There is money on the table that no one’s claiming, money to be recovered in sales of distressed assets, left and right.
Why, exactly, are banks and servicers seemingly not concerned about the bottom line on the HUD-1 settlement statement?
It’s easy to answer. The people responsible for selling these assets (note: not houses or homes, they’re assets or properties, cold, distant, indifferent) are doing a job, punching a clock, checking off a list, meeting quotas.
There is no personal ownership of assets, so it’s hard (read: impossible) to adopt a private seller’s psyche when working at a bank or servicing firm. An asset manager has never seen the house other than pictures sent via email, and he’s relying on agents on the street to give a true-to-life indication of what’s really going on.
These folks have performance targets to hit – how many can they get under contract, how many can they get to closing, and how quickly. It’s a numbers game, and once a price has been determined by the bank, it’s that price and only that price that asset managers are working toward.
There is no incentive to go higher. It’s just a job, remember, one task on a long list.
But here’s the thing. If the asset manager were actually a private seller, he’d want to claim every penny possible in the shortest amount of time. He’d care.
As it stands, asset managers are tasked with disposing of hundreds of properties across the country. No personal attachment. It’s a video game on a screen, not an ownership problem with a living, breathing person behind it.
So what’s the solution?
For one, it’s incredibly important to have asset managers only manage properties in a specific geographic area. Keep it local, keep it known.
Real estate by nature is local – there is no correlation between what happens in Birmingham, Michigan and what happens in Birmingham, Alabama. Same goes for loss mitigators handling short sales.
Some of the banks we work with are finding it beneficial to send negotiators and asset managers into the field: see the neighborhoods, smell the properties, spend quality time with agents they hire. Look at the inventory. A few days in the field more than pays for itself.
Lastly, any asset manager or loss mitigator who has never purchased a home themselves shouldn’t be negotiating a sale. It’s impossible to understand what an owner-occupant buyer is going through, especially in today’s real estate environment. We need experiential compassion to get the market moving again.
Far too many good deals are killed over insignificant items because, without personal attachment to the property or emotional investment in the sale, it’s easy to kick a buyer to the curb and move on to someone else.
This shouldn’t be about collecting a paycheck and which bank’s name appears on the mortgage. Develop a sense of ownership over every asset, and we’ll see some of these unnecessary losses vanish, and more dollars recovered.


**WORK ITEM:** Transcribe each record word for word. Skip the images.

**INFORMATION GIVEN:**
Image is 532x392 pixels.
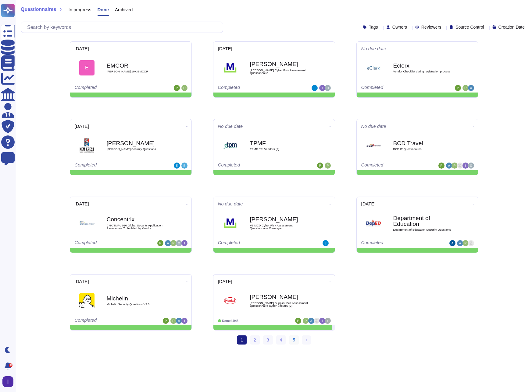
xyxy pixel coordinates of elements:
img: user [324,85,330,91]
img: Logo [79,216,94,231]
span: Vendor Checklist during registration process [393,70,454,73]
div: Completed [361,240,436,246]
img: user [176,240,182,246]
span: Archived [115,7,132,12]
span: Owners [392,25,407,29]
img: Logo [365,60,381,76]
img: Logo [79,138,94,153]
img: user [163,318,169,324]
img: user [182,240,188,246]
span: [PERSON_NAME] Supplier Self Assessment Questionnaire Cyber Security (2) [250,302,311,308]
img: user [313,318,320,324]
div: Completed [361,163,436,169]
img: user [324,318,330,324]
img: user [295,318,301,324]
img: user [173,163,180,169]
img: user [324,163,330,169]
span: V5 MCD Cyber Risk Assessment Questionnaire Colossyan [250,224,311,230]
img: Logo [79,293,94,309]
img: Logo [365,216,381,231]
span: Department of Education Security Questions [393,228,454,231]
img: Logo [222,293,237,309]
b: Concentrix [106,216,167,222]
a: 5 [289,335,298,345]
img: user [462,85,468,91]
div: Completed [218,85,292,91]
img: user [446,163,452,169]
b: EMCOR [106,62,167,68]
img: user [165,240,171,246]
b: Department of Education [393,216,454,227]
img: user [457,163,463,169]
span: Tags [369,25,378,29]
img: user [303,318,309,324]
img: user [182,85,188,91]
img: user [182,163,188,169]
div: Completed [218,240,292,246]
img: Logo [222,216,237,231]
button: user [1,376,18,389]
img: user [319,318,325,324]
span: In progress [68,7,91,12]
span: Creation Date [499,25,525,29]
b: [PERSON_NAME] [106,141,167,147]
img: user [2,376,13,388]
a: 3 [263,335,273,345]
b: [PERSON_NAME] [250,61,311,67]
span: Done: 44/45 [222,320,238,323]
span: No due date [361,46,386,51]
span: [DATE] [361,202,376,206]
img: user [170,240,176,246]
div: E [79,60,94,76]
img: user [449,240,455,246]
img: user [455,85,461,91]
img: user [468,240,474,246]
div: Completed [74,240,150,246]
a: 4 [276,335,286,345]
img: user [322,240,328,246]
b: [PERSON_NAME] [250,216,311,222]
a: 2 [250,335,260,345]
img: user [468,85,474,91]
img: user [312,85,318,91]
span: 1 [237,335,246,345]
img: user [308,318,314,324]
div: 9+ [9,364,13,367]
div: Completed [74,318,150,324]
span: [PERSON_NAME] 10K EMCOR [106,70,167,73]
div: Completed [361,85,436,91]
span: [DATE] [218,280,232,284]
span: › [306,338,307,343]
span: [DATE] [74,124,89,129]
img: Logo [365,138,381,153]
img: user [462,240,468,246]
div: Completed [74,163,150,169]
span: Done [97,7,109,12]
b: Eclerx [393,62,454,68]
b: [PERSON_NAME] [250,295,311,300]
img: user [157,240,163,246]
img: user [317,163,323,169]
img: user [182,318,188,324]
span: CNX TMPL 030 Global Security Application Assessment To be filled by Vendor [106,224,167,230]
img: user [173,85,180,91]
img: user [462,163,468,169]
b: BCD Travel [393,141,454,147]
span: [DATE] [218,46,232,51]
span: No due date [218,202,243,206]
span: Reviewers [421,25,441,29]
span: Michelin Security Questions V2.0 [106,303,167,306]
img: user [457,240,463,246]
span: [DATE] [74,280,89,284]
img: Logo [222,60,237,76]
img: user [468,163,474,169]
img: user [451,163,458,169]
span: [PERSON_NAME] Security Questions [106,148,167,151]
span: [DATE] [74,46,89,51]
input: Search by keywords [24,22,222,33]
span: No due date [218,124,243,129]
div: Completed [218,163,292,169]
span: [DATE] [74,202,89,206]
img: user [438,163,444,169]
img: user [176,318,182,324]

**ANSWER TO THIS TASK:**
Image is 532x392 pixels.
xyxy pixel coordinates of elements:
img: user [324,85,330,91]
img: Logo [79,216,94,231]
span: Vendor Checklist during registration process [393,70,454,73]
div: Completed [361,240,436,246]
img: user [176,240,182,246]
span: Archived [115,7,132,12]
span: Owners [392,25,407,29]
img: Logo [365,60,381,76]
img: Logo [79,138,94,153]
img: user [163,318,169,324]
img: user [182,240,188,246]
span: [PERSON_NAME] Supplier Self Assessment Questionnaire Cyber Security (2) [250,302,311,308]
img: user [313,318,320,324]
div: Completed [361,163,436,169]
img: user [324,318,330,324]
img: user [295,318,301,324]
img: user [173,163,180,169]
img: user [324,163,330,169]
span: V5 MCD Cyber Risk Assessment Questionnaire Colossyan [250,224,311,230]
img: Logo [79,293,94,309]
img: Logo [365,216,381,231]
span: Department of Education Security Questions [393,228,454,231]
img: Logo [222,293,237,309]
b: Concentrix [106,216,167,222]
a: 5 [289,335,298,345]
img: user [462,85,468,91]
div: Completed [218,85,292,91]
img: user [446,163,452,169]
b: EMCOR [106,62,167,68]
img: user [165,240,171,246]
b: Department of Education [393,216,454,227]
img: user [457,163,463,169]
span: Tags [369,25,378,29]
img: user [303,318,309,324]
img: user [182,85,188,91]
img: user [182,163,188,169]
div: Completed [218,240,292,246]
img: Logo [222,216,237,231]
button: user [1,376,18,389]
img: user [319,318,325,324]
span: In progress [68,7,91,12]
span: Creation Date [499,25,525,29]
b: [PERSON_NAME] [106,141,167,147]
img: user [2,376,13,388]
a: 3 [263,335,273,345]
b: [PERSON_NAME] [250,61,311,67]
span: Done: 44/45 [222,320,238,323]
span: No due date [361,46,386,51]
span: [DATE] [361,202,376,206]
img: user [170,240,176,246]
div: E [79,60,94,76]
img: user [449,240,455,246]
img: user [455,85,461,91]
img: user [468,240,474,246]
div: Completed [74,240,150,246]
a: 4 [276,335,286,345]
img: user [322,240,328,246]
b: [PERSON_NAME] [250,216,311,222]
a: 2 [250,335,260,345]
img: user [468,85,474,91]
img: user [312,85,318,91]
span: 1 [237,335,246,345]
img: user [308,318,314,324]
div: 9+ [9,364,13,367]
div: Completed [74,318,150,324]
span: [PERSON_NAME] 10K EMCOR [106,70,167,73]
div: Completed [361,85,436,91]
span: [DATE] [218,280,232,284]
span: › [306,338,307,343]
span: [DATE] [74,124,89,129]
img: Logo [365,138,381,153]
img: user [462,240,468,246]
div: Completed [74,163,150,169]
span: Done [97,7,109,12]
b: Eclerx [393,62,454,68]
b: [PERSON_NAME] [250,295,311,300]
img: user [157,240,163,246]
img: user [317,163,323,169]
img: user [182,318,188,324]
span: CNX TMPL 030 Global Security Application Assessment To be filled by Vendor [106,224,167,230]
img: user [173,85,180,91]
img: user [462,163,468,169]
b: BCD Travel [393,141,454,147]
span: [DATE] [218,46,232,51]
span: No due date [218,202,243,206]
span: Reviewers [421,25,441,29]
span: Michelin Security Questions V2.0 [106,303,167,306]
img: user [457,240,463,246]
span: [DATE] [74,280,89,284]
img: Logo [222,60,237,76]
img: user [468,163,474,169]
img: user [451,163,458,169]
span: [PERSON_NAME] Security Questions [106,148,167,151]
span: [DATE] [74,46,89,51]
input: Search by keywords [24,22,222,33]
span: No due date [218,124,243,129]
div: Completed [218,163,292,169]
span: [DATE] [74,202,89,206]
img: user [438,163,444,169]
img: user [176,318,182,324]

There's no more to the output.